“What this whole debate comes down to is who controls the skies,” Republican representative Marjorie Taylor Greene of Georgia told the audience at a House Oversight Committee hearing on Tuesday. “Do we believe in God and that he has dominion over his perfect creation of planet Earth? Do we believe that he has given us everything we need to survive as a civilization since the beginning of time? Or do you believe in man’s claim of authority over the weather, based on scientists that have only been alive for decades and weren’t here to witness the climate changes since the beginning of time?”
As American culture becomes saturated with conspiracy theories, the idea that the government is controlling the weather—an old chestnut—seems to be getting new legs. This theory has led to a raft of proposed legislation in more than two dozen states. Tuesday’s hearing showcased the messiness of what happens when conspiracy theories collide with a federal government that has proven especially willing to entertain them.
The hearing, titled “Playing God with the Weather—a Disastrous Forecast” and convened by Greene, comes alongside legislation she introduced this summer to “prohibit weather modification within the United States.” The definition of “weather modification” in Greene’s legislation is extremely broad, encompassing several unrelated techniques and phenomena; subsequently, the hearing covered many disparate ideas.
“They kinda threw [different ideas] under this umbrella of weather modification” at the hearing, says Andrew Dessler, a professor of atmospheric science at Texas A&M University.
Condensation trails, or contrails, for instance, are natural clouds that can form behind jets as a result of their exhaust. The word “chemtrails” is a term used for contrails by people who think that these are signs of jets spraying chemicals into the air as part of a plot to control the weather. (The two terms are often conflated.) Cloud seeding—the practice of introducing materials like dry ice or silver iodide into clouds to create more rain—is a common technique that has been used for decades by states and counties across the country; nine states currently have active cloud-seeding programs. Finally, solar radiation modification refers to practices that could deflect or dim the rays of the sun in order to halt global warming. Solar radiation modification, also referred to as solar geoengineering, has never been deployed on a large scale.
Greene has a long history of spreading conspiracy theories about the weather, perhaps most famously claiming before she entered Congress that California’s destructive wildfire season in 2018 was caused by lasers in outer space controlled by a powerful Jewish family. Over the summer she introduced the legislation that accompanied this week’s hearing, after conspiracy theories began circulating online that the floods in Texas in July were man-made. Following the floods, the EPA released an online resource on geoengineering and weather modification, in the name, the agency said, of “total transparency.” (The resource features an explainer on different types of weather modification and US government involvement, including an FAQ.)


What you are asked to do:
Find the lines below that contain the word "Stage" and count them. Only the number should be given.

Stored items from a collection
▬▬▬

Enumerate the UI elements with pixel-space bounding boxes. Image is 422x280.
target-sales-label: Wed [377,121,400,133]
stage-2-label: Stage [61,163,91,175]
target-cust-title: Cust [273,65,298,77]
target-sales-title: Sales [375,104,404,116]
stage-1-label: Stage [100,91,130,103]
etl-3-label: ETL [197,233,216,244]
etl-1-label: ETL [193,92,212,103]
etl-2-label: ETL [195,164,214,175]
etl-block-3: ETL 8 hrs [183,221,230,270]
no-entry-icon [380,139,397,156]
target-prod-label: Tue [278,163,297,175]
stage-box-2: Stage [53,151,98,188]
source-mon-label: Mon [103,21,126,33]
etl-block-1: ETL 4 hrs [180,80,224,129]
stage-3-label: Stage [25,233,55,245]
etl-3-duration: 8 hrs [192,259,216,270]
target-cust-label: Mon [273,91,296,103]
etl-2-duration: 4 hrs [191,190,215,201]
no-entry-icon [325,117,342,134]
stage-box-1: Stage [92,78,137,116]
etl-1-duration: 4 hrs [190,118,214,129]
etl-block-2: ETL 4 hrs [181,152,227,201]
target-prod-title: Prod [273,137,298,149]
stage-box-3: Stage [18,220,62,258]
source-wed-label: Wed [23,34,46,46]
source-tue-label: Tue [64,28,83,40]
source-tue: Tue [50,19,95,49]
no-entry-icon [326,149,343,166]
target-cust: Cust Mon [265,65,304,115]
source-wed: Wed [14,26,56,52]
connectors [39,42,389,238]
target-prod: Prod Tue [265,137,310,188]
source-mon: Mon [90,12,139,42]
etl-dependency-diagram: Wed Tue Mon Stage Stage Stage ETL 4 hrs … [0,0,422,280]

▬▬▬

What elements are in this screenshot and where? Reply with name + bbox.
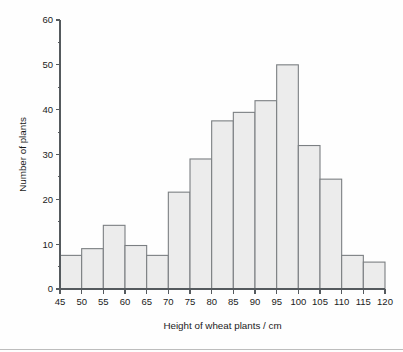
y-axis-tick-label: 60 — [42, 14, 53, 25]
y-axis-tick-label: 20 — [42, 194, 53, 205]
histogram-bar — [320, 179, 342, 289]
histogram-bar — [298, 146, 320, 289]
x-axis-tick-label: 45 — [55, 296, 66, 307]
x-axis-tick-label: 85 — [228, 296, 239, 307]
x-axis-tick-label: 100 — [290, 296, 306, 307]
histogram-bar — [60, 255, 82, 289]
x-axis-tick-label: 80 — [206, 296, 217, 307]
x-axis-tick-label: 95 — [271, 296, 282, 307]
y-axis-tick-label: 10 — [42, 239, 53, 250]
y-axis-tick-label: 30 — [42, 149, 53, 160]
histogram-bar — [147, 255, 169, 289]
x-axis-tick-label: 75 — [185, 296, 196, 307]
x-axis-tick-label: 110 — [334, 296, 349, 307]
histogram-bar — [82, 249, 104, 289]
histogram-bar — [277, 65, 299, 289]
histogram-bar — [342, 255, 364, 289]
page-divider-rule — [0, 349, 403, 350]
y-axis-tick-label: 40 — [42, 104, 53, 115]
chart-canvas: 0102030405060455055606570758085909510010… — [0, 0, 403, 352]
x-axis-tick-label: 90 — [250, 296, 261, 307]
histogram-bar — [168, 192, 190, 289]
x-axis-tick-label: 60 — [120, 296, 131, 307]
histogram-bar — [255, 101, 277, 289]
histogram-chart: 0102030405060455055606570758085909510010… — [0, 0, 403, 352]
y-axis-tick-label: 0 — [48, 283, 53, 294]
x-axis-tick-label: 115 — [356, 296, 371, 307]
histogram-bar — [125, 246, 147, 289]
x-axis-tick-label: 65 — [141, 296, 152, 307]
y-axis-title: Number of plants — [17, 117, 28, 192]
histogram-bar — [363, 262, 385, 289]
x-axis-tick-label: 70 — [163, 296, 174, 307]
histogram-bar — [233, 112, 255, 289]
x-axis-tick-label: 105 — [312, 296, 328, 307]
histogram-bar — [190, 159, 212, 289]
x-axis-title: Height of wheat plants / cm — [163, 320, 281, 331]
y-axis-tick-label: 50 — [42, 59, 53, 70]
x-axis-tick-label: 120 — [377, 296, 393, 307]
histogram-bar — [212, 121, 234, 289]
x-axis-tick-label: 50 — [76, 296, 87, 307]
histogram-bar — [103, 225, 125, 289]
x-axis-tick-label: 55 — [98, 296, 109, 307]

▬▬▬

Result below:
7